The EU Horizon project RENergetic is researching how renewable energy hubs—energy islands—can optimize energy self-sufficiency. As part of the project, a team from the University of Passau is developing smart solutions integrating IT and legal perspectives.
In the small town of Ruhstorf an der Rott, researchers at the Technology Center for Energy are tackling the big sustainability questions of our time: How should we design energy systems of the future?
In collaboration with business partners, researchers are developing ways to improve mobility in rural regions and expand e-vehicle charging infrastructure.
One hundred years after it was founded, the Margaretenau building cooperative is getting a facelift. Researchers on the MAGGIE project are working to ensure the renovations deliver energy savings and meet climate targets.
Postdoc Chandra Macauley researches fuel cell structures at Friedrich-Alexander Universität Erlangen-Nürnberg—one of the top locations for materials science in Germany.
Researchers at the University of Bayreuth have synthesized unique scandium polynitrides under extreme conditions, with exotic chemistry and potential applications as high-energy-density materials. Their results are published in the “Nature Communications” journal.
The batteries of the future must be both powerful and sustainable. A new joint project, coordinated by the University of Würzburg, aims to make sodium-ion batteries ready to fulfill for these requirements. The Federal Ministry of Education and Research (BMBF) is funding the project with more than two million euros. The Karlsruhe Institute of Technology / Helmholtz Institute Ulm and the Fraunhofer Institute for Silicate Research ISC, Würzburg / Fraunhofer R&D Center for Electromobility FZEB are also involved.
Prof. Dr Jens Strüker, Professor of Information Systems and Digital Energy Management, and his team have investigated the market integration of decentralised consumption and generation units for the German Energy Agency (dena). The study shows: If customers with PV systems, e-cars, heat pumps or battery storage units participate in peer-to-peer (P2P) electricity markets, the matching of electricity supply and demand improves, leading to falling electricity costs as well as CO2 emissions.
By 2035, the electricity generated in Germany is to come entirely from renewable sources. However, an electricity supply generated predominantly from sun and wind will fluctuate over the course of the day. Therefore, the Kopernikus project SynErgie, which has been funded by the Federal Ministry of Education and Research (BMBF) since 2016, is investigating how energy-intensive companies can flexibly adapt their demand to the electricity supply. On the part of the University of Bayreuth, Prof. Dr. Knut Werner Lange is researching the legal framework conditions. Recently, the third phase of the nationwide large-scale project started.

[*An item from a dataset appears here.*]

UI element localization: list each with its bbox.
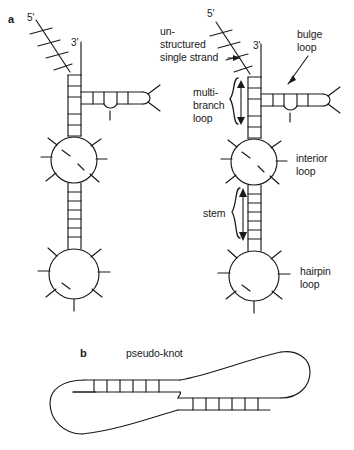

Aluminium-plastic composite (APL) films are very often used for food packaging, but they pose a challenge when it comes to plastic recycling. Researchers led by Bayreuth-based physical chemist Prof. Dr. Markus Retsch have now developed an upcycling process that gives such films an innovative second use. An easy-to-apply coating transforms used APL packaging into high-performance, versatile cooling films that counteract another global problem: the high energy demand for cooling systems. The research results are presented in the journals "ACS Sustainable Chemistry & Engineering" and "Advanced Materials Technologies".